Artist Insecurities

Disclosure: It is my hope that by getting these out into the open, I can finally release the associated feelings, much like with my divorce piece.  Hopefully, it works.  Prayerfully, it works.

You ever feel so passionately about something that seems so elusive?  No matter how hard you push, how many pieces you write, you still feel like a fraud?  

That's me and my creativity.  My creativity and me?  Whatever.

We've been in a lifelong battle.  Well actually, we've only been battling for about 13 years.  Yeah, that sounds about right, 13 years...when I officially entered adulthood.  Still, considering that I'm only 30, that's almost half my life, so let's round up and say that we've been battling for half my life.  Why?

Because I never felt good enough.

My trusted advisor once told me (and this person knows who they are, and will undoubtedly text me when reading this so let me get my eye roll ready) that DC gave me a fish out of water experience.  Well, more like a "fish in an ocean when she once lived in a river" experience.  DC is com-pet-i-tive.  I'm surrounded by the best and the brightest, so whoever I thought I was previously doesn't matter.  I have to work harder.  The problem?

DC didn't do this.  Columbia did.  

The other problem?  I can be lazy.  Really, I'm not 100% certain that it's laziness and not sheer fear of myself and my abilities, but either way, I act like I don't have the discipline to accomplish.  When I, and many others, know full well that I do.  

Anyway, back to Columbia.  Going to Mizzou was the first time in my life when I had to work hard for what I wanted.  (shoutout to my former roommate who would try, despite her best efforts, to pull my ass out of bed and into the library--to get me to be the person she knew me to be.  #hatch622 #forevergrateful)  I was surrounded by the best and the brightest: at the time, Mizzou had the top Journalism school in the country, not to mention solid Engineering and B-schools.  And because we were also a Big 12 school, people came from across the country to attend.

I quickly realized that my papers and poems, my performances in KC would only get me but so far here.  Because my classmates were getting the same pat on the head from their circle that I was.  

I was competing with thousands of Monicas.  And some bigger and better Monicas, I'm big enough to admit that.  Competing against your strongest and best self is terrifying.  I fought.

But I also let doubt seep in.

"What were their ACT scores?" I wondered.  "What did they get in Anthropology 101?"  Monica, maybe you should choose something safer.

So I did.  And instead of graduating with a BS in Journalism, I graduated with a BA in Interdisciplinary Studies (Communication, Black Studies, Psychology).  Sure, I can use that degree now to emphasize my ability to think out of the box, and devotion to myself and my varied passions, but that wasn't why I chose it.  I chose it to get out.  

I was worried what others would say if it took me (gasp) 5 years to graduate from undergrad instead of the requisite 4.  They'd question my level of intelligence (some still do because they don't understand my degree--more on that another day...hint it's not the same as a Gen Ed degree).  They'd say I wasn't focused (I was, but only so much).  

Looking back, I think I should've gone out of state.  Perhaps that would've kept those voices at bay, or at least far enough away where I didn't have to listen.  It's not easy to ignore the voices when your brother graduates WITH a job offer in hand (a very well paying job--almost 10 years after my graduation, I still haven't made his starting salary).  But again, that's an aside, a rabbit hole that I don't feel like plummeting down today.  

Anyway, I say all this to say that those insecurities I had then, I still have now.  I often find myself asking these questions:

  1. Can a Black woman writer who didn't go to an Ivy or Howard succeed?  More specifically, can one who went to a PWI succeed?  
    1. No dig on the current Black woman intellectuals, but after reading a lot of their writing, it appears that many of them came from a place of privilege pre-college, and either went to Howard in search of their Blackness (something I never needed to find) or to an Ivy because they were brilliant (I could never--and I don't say that self-deprecatingly--I actually could never.  I didn't have the grades).  
  2. Every.body.is.a.writer!  Will people just think that I'm joining a trend?  
    1. This one bugs me.  To the young lady at Columbia College in Chicago who berated me when I told her I wanted to get an MA in Journalism because I missed my chance in undergrad, sis, I get it now.  
      1. I am not a journalist.  At least not yet.  But I am a writer.  I bleed for writing.  I don't bleed for journalism.  There's a difference.

The root of those questions being: Am I good enough?  

Y'all seriously, when I get texts or messages from you telling me how good a post was, and I respond with "Really?" It's not because I'm giving my best impersonation of Taylor Swift.  I am truly astounded that some of my pieces resonate with you.  Thank you so much.  

So, I guess that's it.  I've gotten it all out.  Hopefully, with this I can continue to write.  I can silence the voices in my head that tell me I'm not good enough, because it's damn hard to fight those and the outside voices as well.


_Work to be completed_. An exact copy of the records below is needed, with every picture left out.

◇ ◇ ◇ ◇ ◇ ◇ ◇

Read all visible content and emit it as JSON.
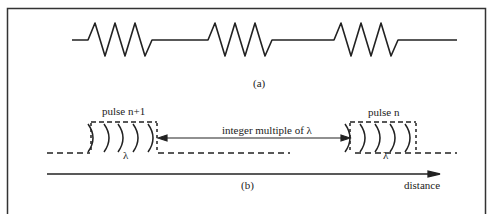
{
  "figure": {
    "part_a": {
      "label": "(a)",
      "pulses": 3,
      "cycles_per_pulse": 3
    },
    "part_b": {
      "label": "(b)",
      "pulse_left_label": "pulse n+1",
      "pulse_right_label": "pulse n",
      "separation_label": "integer multiple of λ",
      "wavelength_symbol_left": "λ",
      "wavelength_symbol_right": "λ",
      "axis_label": "distance"
    }
  },
  "colors": {
    "stroke": "#222222",
    "background": "#ffffff"
  }
}
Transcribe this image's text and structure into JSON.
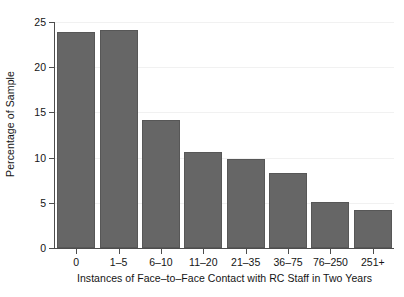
{
  "chart_data": {
    "type": "bar",
    "title": "",
    "xlabel": "Instances of Face–to–Face Contact with RC Staff in Two Years",
    "ylabel": "Percentage of Sample",
    "categories": [
      "0",
      "1–5",
      "6–10",
      "11–20",
      "21–35",
      "36–75",
      "76–250",
      "251+"
    ],
    "values": [
      23.9,
      24.1,
      14.2,
      10.6,
      9.9,
      8.3,
      5.1,
      4.2
    ],
    "ylim": [
      0,
      25
    ],
    "yticks": [
      0,
      5,
      10,
      15,
      20,
      25
    ],
    "ytick_labels": [
      "0",
      "5",
      "10",
      "15",
      "20",
      "25"
    ],
    "grid": "horizontal-faint",
    "legend": "none",
    "bar_color": "#666666",
    "bar_edge_color": "#575757",
    "axis_color": "#4d4d4d",
    "gridline_color": "#f1f1f1",
    "background_color": "#ffffff"
  }
}
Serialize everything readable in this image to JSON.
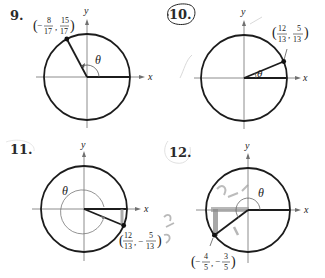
{
  "problems": [
    {
      "number": "9.",
      "point_label": {
        "x_num": "8",
        "x_den": "17",
        "x_sign": "−",
        "y_num": "15",
        "y_den": "17",
        "y_sign": ""
      },
      "point": [
        -0.4706,
        0.8824
      ],
      "angle_label": "θ",
      "axis_x": "x",
      "axis_y": "y",
      "circled": false
    },
    {
      "number": "10.",
      "point_label": {
        "x_num": "12",
        "x_den": "13",
        "x_sign": "",
        "y_num": "5",
        "y_den": "13",
        "y_sign": ""
      },
      "point": [
        0.9231,
        0.3846
      ],
      "angle_label": "θ",
      "axis_x": "x",
      "axis_y": "y",
      "circled": true
    },
    {
      "number": "11.",
      "point_label": {
        "x_num": "12",
        "x_den": "13",
        "x_sign": "",
        "y_num": "5",
        "y_den": "13",
        "y_sign": "−"
      },
      "point": [
        0.9231,
        -0.3846
      ],
      "angle_label": "θ",
      "axis_x": "x",
      "axis_y": "y",
      "circled": false
    },
    {
      "number": "12.",
      "point_label": {
        "x_num": "4",
        "x_den": "5",
        "x_sign": "−",
        "y_num": "3",
        "y_den": "5",
        "y_sign": "−"
      },
      "point": [
        -0.8,
        -0.6
      ],
      "angle_label": "θ",
      "axis_x": "x",
      "axis_y": "y",
      "circled": false
    }
  ],
  "annotations": {
    "handwritten_12": [
      "√3 −√5",
      "3/5",
      "4"
    ]
  },
  "colors": {
    "ink": "#1a1a1a",
    "axis": "#6b6b6b",
    "pencil": "#8a8a8a",
    "circle": "#1c1c1c"
  }
}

◇ ◇ ◇ ◇ ◇ ◇ ◇

_Solution to this problem_.
Read all visible content and emit it as JSON.
{
  "figure": {
    "part_a": {
      "label": "(a)",
      "pulses": 3,
      "cycles_per_pulse": 3
    },
    "part_b": {
      "label": "(b)",
      "pulse_left_label": "pulse n+1",
      "pulse_right_label": "pulse n",
      "separation_label": "integer multiple of λ",
      "wavelength_symbol_left": "λ",
      "wavelength_symbol_right": "λ",
      "axis_label": "distance"
    }
  },
  "colors": {
    "stroke": "#222222",
    "background": "#ffffff"
  }
}
Transcribe this image's text and structure into JSON.
{
  "chart_data": {
    "type": "bar",
    "title": "",
    "xlabel": "Instances of Face–to–Face Contact with RC Staff in Two Years",
    "ylabel": "Percentage of Sample",
    "categories": [
      "0",
      "1–5",
      "6–10",
      "11–20",
      "21–35",
      "36–75",
      "76–250",
      "251+"
    ],
    "values": [
      23.9,
      24.1,
      14.2,
      10.6,
      9.9,
      8.3,
      5.1,
      4.2
    ],
    "ylim": [
      0,
      25
    ],
    "yticks": [
      0,
      5,
      10,
      15,
      20,
      25
    ],
    "ytick_labels": [
      "0",
      "5",
      "10",
      "15",
      "20",
      "25"
    ],
    "grid": "horizontal-faint",
    "legend": "none",
    "bar_color": "#666666",
    "bar_edge_color": "#575757",
    "axis_color": "#4d4d4d",
    "gridline_color": "#f1f1f1",
    "background_color": "#ffffff"
  }
}
Serialize everything readable in this image to JSON.
{
  "problems": [
    {
      "number": "9.",
      "point_label": {
        "x_num": "8",
        "x_den": "17",
        "x_sign": "−",
        "y_num": "15",
        "y_den": "17",
        "y_sign": ""
      },
      "point": [
        -0.4706,
        0.8824
      ],
      "angle_label": "θ",
      "axis_x": "x",
      "axis_y": "y",
      "circled": false
    },
    {
      "number": "10.",
      "point_label": {
        "x_num": "12",
        "x_den": "13",
        "x_sign": "",
        "y_num": "5",
        "y_den": "13",
        "y_sign": ""
      },
      "point": [
        0.9231,
        0.3846
      ],
      "angle_label": "θ",
      "axis_x": "x",
      "axis_y": "y",
      "circled": true
    },
    {
      "number": "11.",
      "point_label": {
        "x_num": "12",
        "x_den": "13",
        "x_sign": "",
        "y_num": "5",
        "y_den": "13",
        "y_sign": "−"
      },
      "point": [
        0.9231,
        -0.3846
      ],
      "angle_label": "θ",
      "axis_x": "x",
      "axis_y": "y",
      "circled": false
    },
    {
      "number": "12.",
      "point_label": {
        "x_num": "4",
        "x_den": "5",
        "x_sign": "−",
        "y_num": "3",
        "y_den": "5",
        "y_sign": "−"
      },
      "point": [
        -0.8,
        -0.6
      ],
      "angle_label": "θ",
      "axis_x": "x",
      "axis_y": "y",
      "circled": false
    }
  ],
  "annotations": {
    "handwritten_12": [
      "√3 −√5",
      "3/5",
      "4"
    ]
  },
  "colors": {
    "ink": "#1a1a1a",
    "axis": "#6b6b6b",
    "pencil": "#8a8a8a",
    "circle": "#1c1c1c"
  }
}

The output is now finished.